Life, as always, comes at you fast.

Justin Thomas is two months removed from losing a presumably very lucrative contract with Polo and Ralph Lauren over an ill-considered muttering that was caught by a hot microphone:

The reaction, as you may have already guessed, was measured and compassionate:

https://twitter.com/Cornbre52425951/status/1348303871584571393?s=20

Life also loves to pour salt into open wounds. Thomas is five weeks past losing his grandfather, one of the most resonant influences on his professional golf career:

The thing about transcendent talents, though, is that they can be kept down in the short term, but after time heals the wounds, look out:

In retrospect, did Ralph Lauren pull the trigger on Thomas too fast? Thomas isn’t a player who has a long history of indifference to honor like Patrick Reed or even the sort of wildly checkered history that Tiger Woods brings to his sponsors.

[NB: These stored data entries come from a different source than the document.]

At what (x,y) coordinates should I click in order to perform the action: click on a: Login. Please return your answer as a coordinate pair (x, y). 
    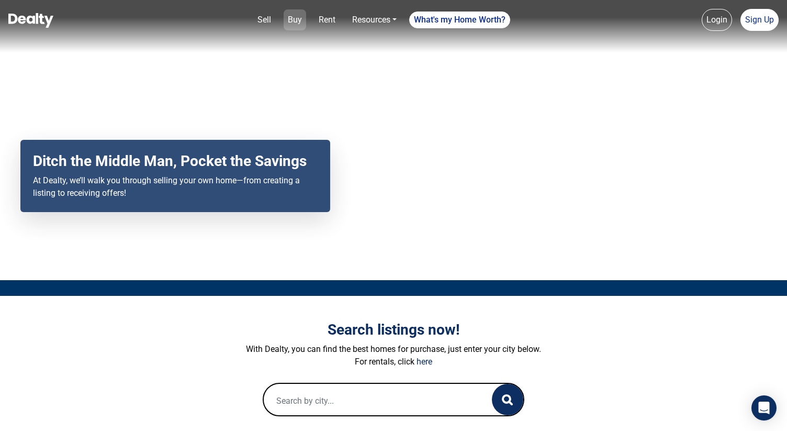
    Looking at the image, I should click on (717, 20).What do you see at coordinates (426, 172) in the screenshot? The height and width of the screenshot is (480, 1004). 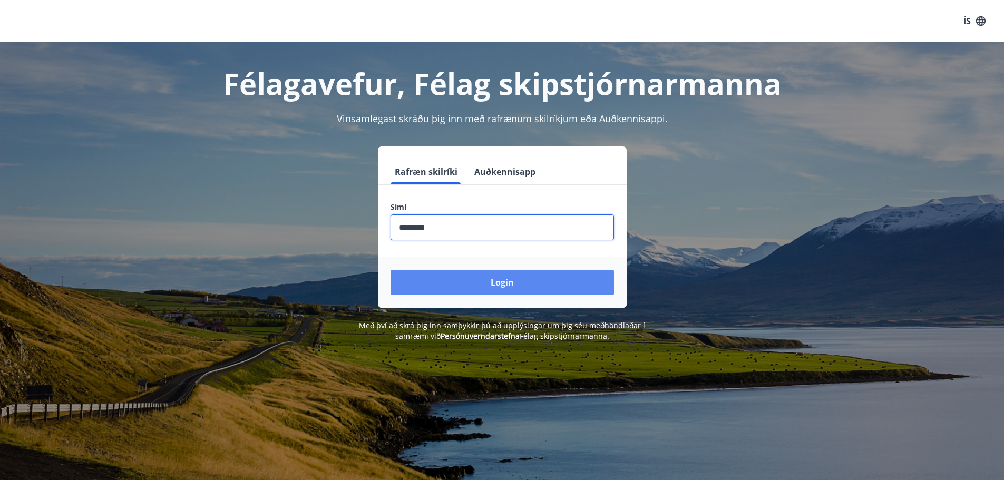 I see `button: Rafræn skilríki` at bounding box center [426, 172].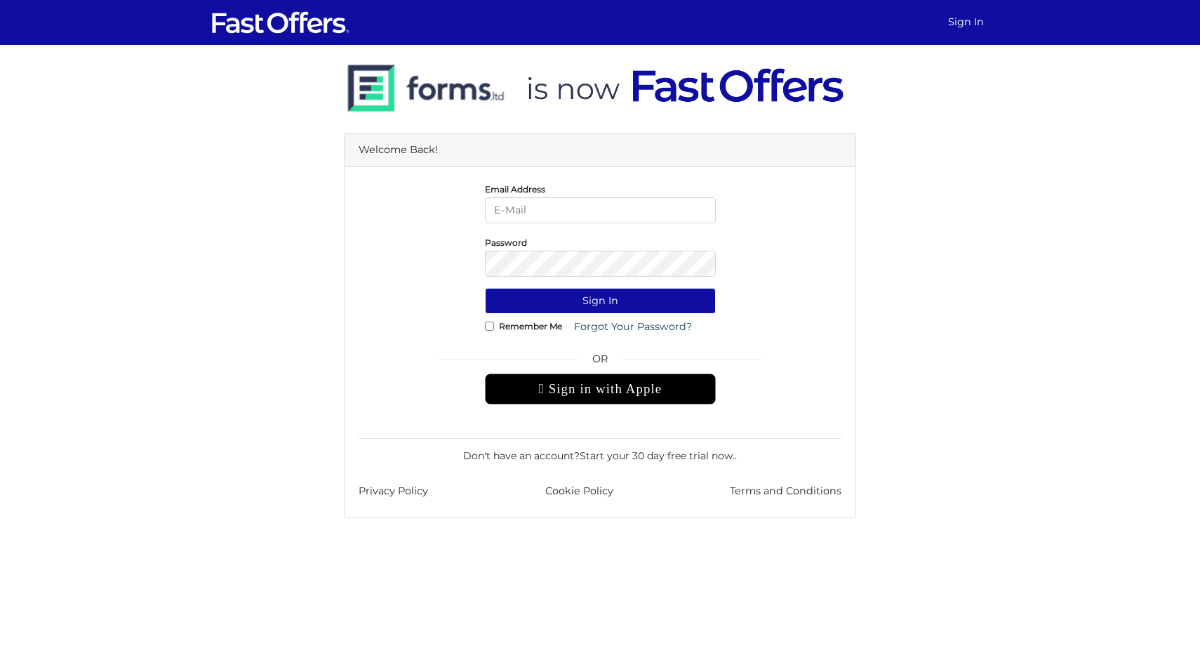 The height and width of the screenshot is (665, 1200). I want to click on label: Password, so click(506, 242).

Thomas, rather, appears to be a genuinely decent young man with an almost limitless future (he’s only 27) who said something he should not have said.

In America today, the trigger to cancel anyone who does or says anything that could CONCEIVABLY hurt someone’s feelings has the safety off.

So give credit to Justin Thomas, who could have been excused for running and hiding – after having the strength to put his recent past behind him – and instead went on to win the most important PGA Tour event that isn’t one of the four majors.

Ralph Lauren will be fine, of course, but maybe tonight he will realize that his trigger finger was just a shade too quick.